For these 3 cases, tax-adviser consultation is strongly advised, because the practice is young (student and BTC-salaried cases particularly) and the jurisprudence is not fully stabilised. BOFiP doctrine was enriched in 2024-2025 but remains incomplete on several specific points.
Disclaimer
Educational and informational content only: not investment, tax or legal advice. Bitcoin carries significant risks, including high volatility and the possible loss of invested capital. Each reader remains responsible for their decisions; when in doubt, consult a qualified professional in your jurisdiction.
Going further
This article covers the French declarative basics. To dig into related dimensions:
- Bitcoin Taxation guide: overview of the 4 target jurisdictions (CH, FR, DE, IT) and the 4 gain types.
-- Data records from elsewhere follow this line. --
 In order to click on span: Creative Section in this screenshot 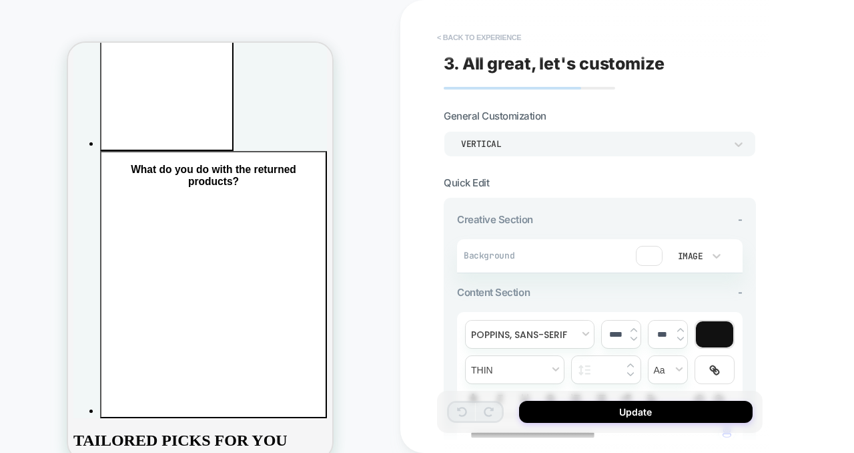, I will do `click(495, 219)`.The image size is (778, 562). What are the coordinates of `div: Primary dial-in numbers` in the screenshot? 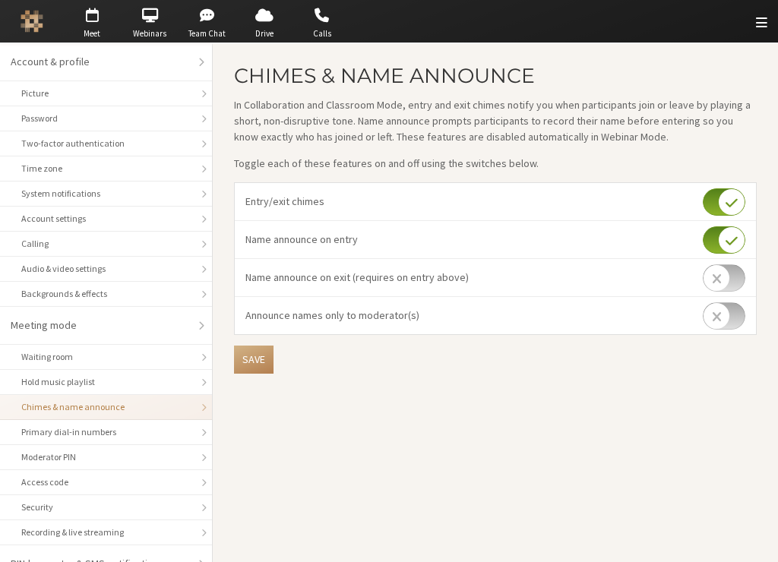 It's located at (106, 432).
- Bitcoin exit strategy: why exit taxation is dominant in long-term planning.
- Bitcoin spot ETF comparison: PEA-PME eligibility of European UCITS ETFs vs US IBIT.
- Invest Bitcoin guide: asset allocation and impact of tax choices on net return.
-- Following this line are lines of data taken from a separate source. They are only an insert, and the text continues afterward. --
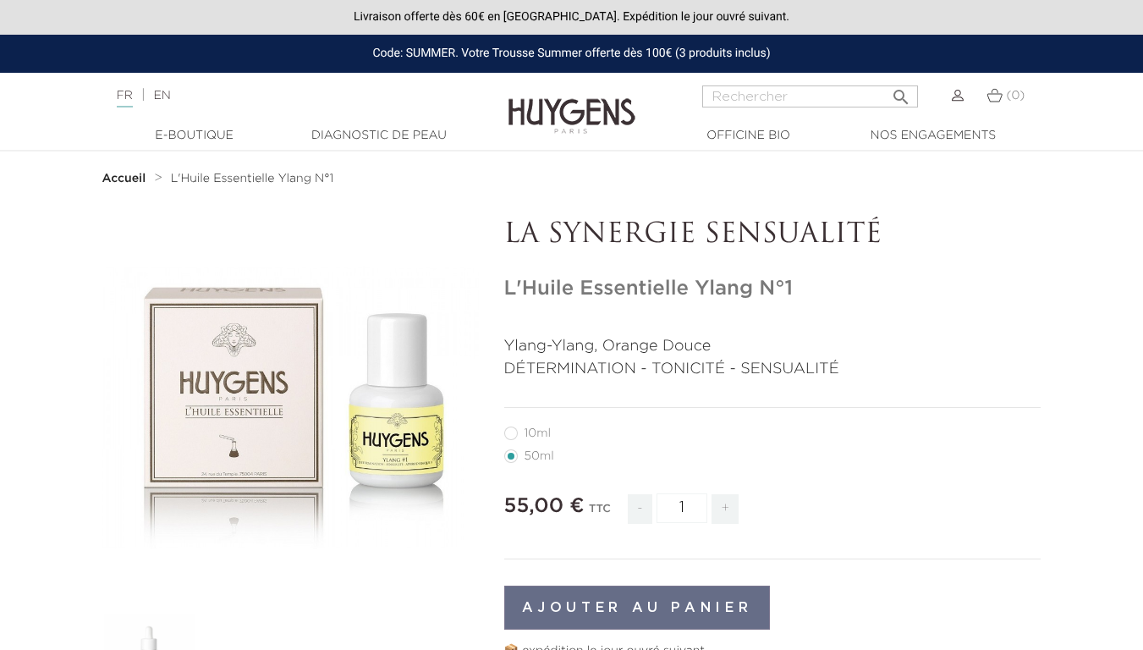 The image size is (1143, 650). What do you see at coordinates (572, 103) in the screenshot?
I see `img: Huygens` at bounding box center [572, 103].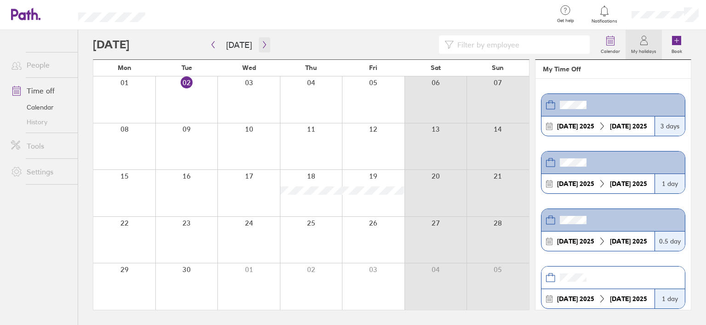 This screenshot has height=325, width=706. What do you see at coordinates (565, 21) in the screenshot?
I see `span: Get help` at bounding box center [565, 21].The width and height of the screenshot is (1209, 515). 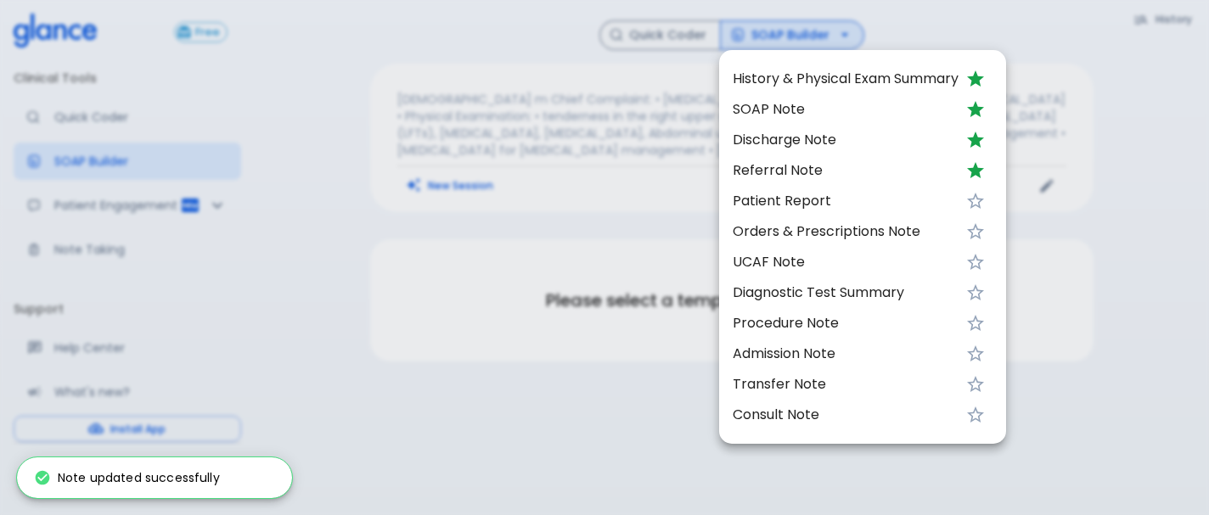 I want to click on span: SOAP Note, so click(x=845, y=109).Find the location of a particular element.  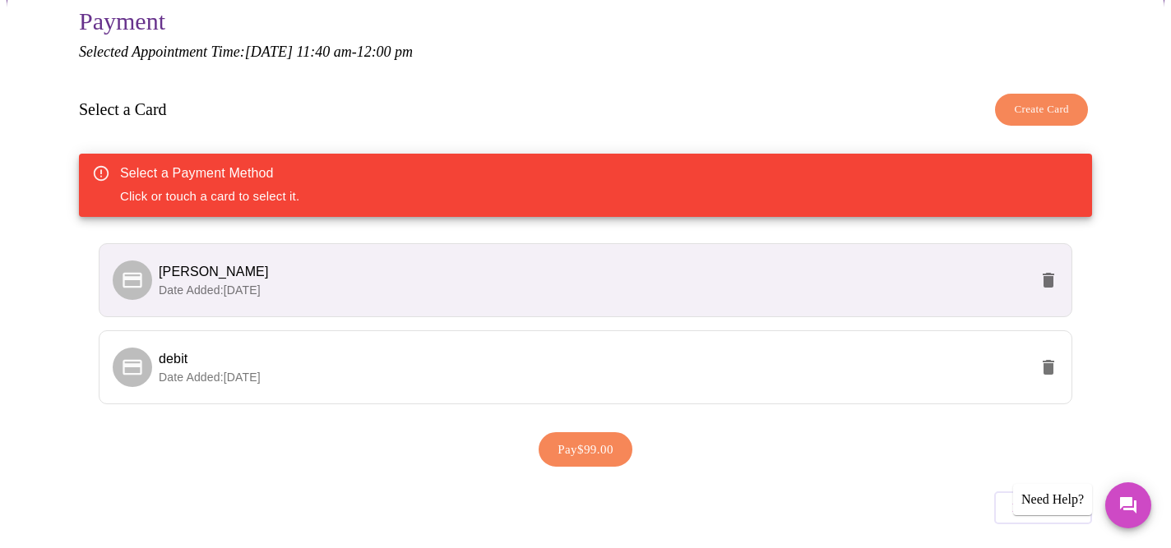

button: Previous is located at coordinates (1042, 508).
- Strategic Bitcoin reserves: MiCAMiCA (Markets in Crypto-Assets)European regulation 2023/1114 that frames crypto services across the EU since 2024. Creates the CASP status.See in the lexicon →, DAC8DAC8European directive that requires crypto platforms to share tax data on their users with European tax administrations. Applicable from 2026.See in the lexicon → and the regulatory framework that structures the 2026 declarative obligations.
Other taxation topic articles (forthcoming in the following months):
- Declaring Bitcoin in Switzerland (056): cantonal wealth tax, securities trader qualification, 3a and Bitcoin.
- Declaring Bitcoin in Germany (057): §23 EStG§23 EStG (Spekulationsfrist)German tax provision that fully exempts Bitcoin capital gains after a holding period of more than 12 months.See in the lexicon →, 12-month threshold, Anlage SO.
- Declaring Bitcoin in Italy (058): quadro RTQuadro RT, Quadro RWSections of the Italian tax return covering crypto capital gains (RT) and holdings of foreign accounts (RW).See in the lexicon → and RW, 26 % → 33 % rise.
- MiCA and European regulation (059): MiCA 2024-2025, DAC8, strengthened KYCKYC (Know Your Customer)Mandatory identification procedure that regulated platforms apply to their users : ID document, proof of address, and so on.See in the lexicon →.
- Bitcoin tax optimisation (060): legal relocation, donation, inheritance, foundation.
- Bitcoin in companies and accounting (061): SASU, SARL, IFRS treatment, 25 % CIT.
Recommended readings beyond CapBitcoin: Bulletin officiel des Finances Publiques (BOFiP), section dedicated to digital assets (BOI-RPPM-PVBMC-30) updated 2026. Article 150 VH bis CGI, legal reference text. Article 167 bis CGI for the exit taxExit taxTaxation of unrealised gains when transferring tax residence out of a country. France and Germany apply forms of it; a departure should be planned with a tax adviser.See in the lexicon →. Conseil d'État, ruling n° 417809 of 26 April 2018, qualification of habitual trading. For tools: Koinly Knowledge Base (France tax guide updated annually), CoinTracking (France tax export compatible). For PEA-PME brokers compatible with Bitcoin ETF: Boursorama, BforBank, Bourse Direct, Saxo Banque (check updated list of eligible ETFs before opening the PEA-PME).